An “energy evolution” is necessary to manifest an environmentally sustainable world while meeting global energy requirements, with natural gas being the most suitable transition fuel. Covering the ever-increasing demand requires exploiting lower value sour gas accumulations, which involves an acid gas treatment issue due to the greenhouse gas nature and toxicity of its constituents. Successful design of the process requires avoiding the formation of acid gas vapor which, in turn, requires time-consuming and complex phase behavior calculations to be repeated over the whole operating range. In this work, we propose classification models from the Machine Learning field, able to rapidly identify the problematic vapor/liquid encounters, as a tool to accelerate phase behavior calculations. To set up this model, a big number of acid gas instances are generated by perturbing pressure, temperature, and acid gas composition and offline solving the stability problem. The generated data are introduced to various classification models, selected based on their ability to provide rapid answers when trained. Results show that by integrating the resulting trained model into the gas reinjection process simulator, the simulation process is substantially accelerated, indicating that the proposed methodology can be readily utilized in all kinds of acid gas flow simulations.
scite is a Brooklyn-based organization that helps researchers better discover and understand research articles through Smart Citations–citations that display the context of the citation and describe whether the article provides supporting or contrasting evidence. scite is used by students and researchers from around the world and is funded in part by the National Science Foundation and the National Institute on Drug Abuse of the National Institutes of Health.
customersupport@researchsolutions.com
10624 S. Eastern Ave., Ste. A-614
Henderson, NV 89052, USA
This site is protected by reCAPTCHA and the Google Privacy Policy and Terms of Service apply.
Copyright © 2024 scite LLC. All rights reserved.
Made with 💙 for researchers
Part of the Research Solutions Family.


◆ Assignment ◆
When you reach the line that holds "Serialize everything readable", start copying exactly and keep going through the final line of the data, leaving out pictures.

[Data entries for graphics]
——

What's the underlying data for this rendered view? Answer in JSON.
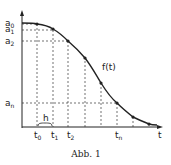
{
  "figure": {
    "caption": "Abb. 1",
    "curve_label": "f(t)",
    "x_axis_label": "t",
    "step_label": "h",
    "y_labels": [
      {
        "base": "a",
        "sub": "0"
      },
      {
        "base": "a",
        "sub": "1"
      },
      {
        "base": "a",
        "sub": "2"
      },
      {
        "base": "a",
        "sub": "n"
      }
    ],
    "x_labels": [
      {
        "base": "t",
        "sub": "0"
      },
      {
        "base": "t",
        "sub": "1"
      },
      {
        "base": "t",
        "sub": "2"
      },
      {
        "base": "t",
        "sub": "n"
      }
    ],
    "colors": {
      "line": "#222222",
      "background": "#ffffff"
    }
  }
}
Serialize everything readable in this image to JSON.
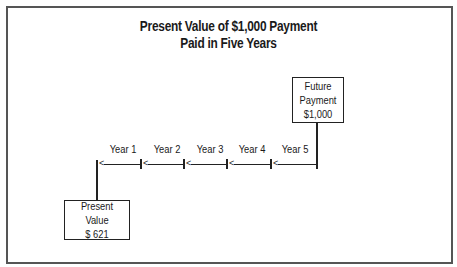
{
  "diagram": {
    "title": [
      "Present Value of $1,000 Payment",
      "Paid in Five Years"
    ],
    "future_box": {
      "lines": [
        "Future",
        "Payment",
        "$1,000"
      ]
    },
    "present_box": {
      "lines": [
        "Present Value",
        "$ 621"
      ]
    },
    "timeline": {
      "years": [
        "Year 1",
        "Year 2",
        "Year 3",
        "Year 4",
        "Year 5"
      ],
      "arrow_glyph": "<"
    }
  }
}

——

◆ Solution to the exercise ◆
Serialize everything readable in this image to JSON.
{
  "diagram": {
    "title": [
      "Present Value of $1,000 Payment",
      "Paid in Five Years"
    ],
    "future_box": {
      "lines": [
        "Future",
        "Payment",
        "$1,000"
      ]
    },
    "present_box": {
      "lines": [
        "Present Value",
        "$ 621"
      ]
    },
    "timeline": {
      "years": [
        "Year 1",
        "Year 2",
        "Year 3",
        "Year 4",
        "Year 5"
      ],
      "arrow_glyph": "<"
    }
  }
}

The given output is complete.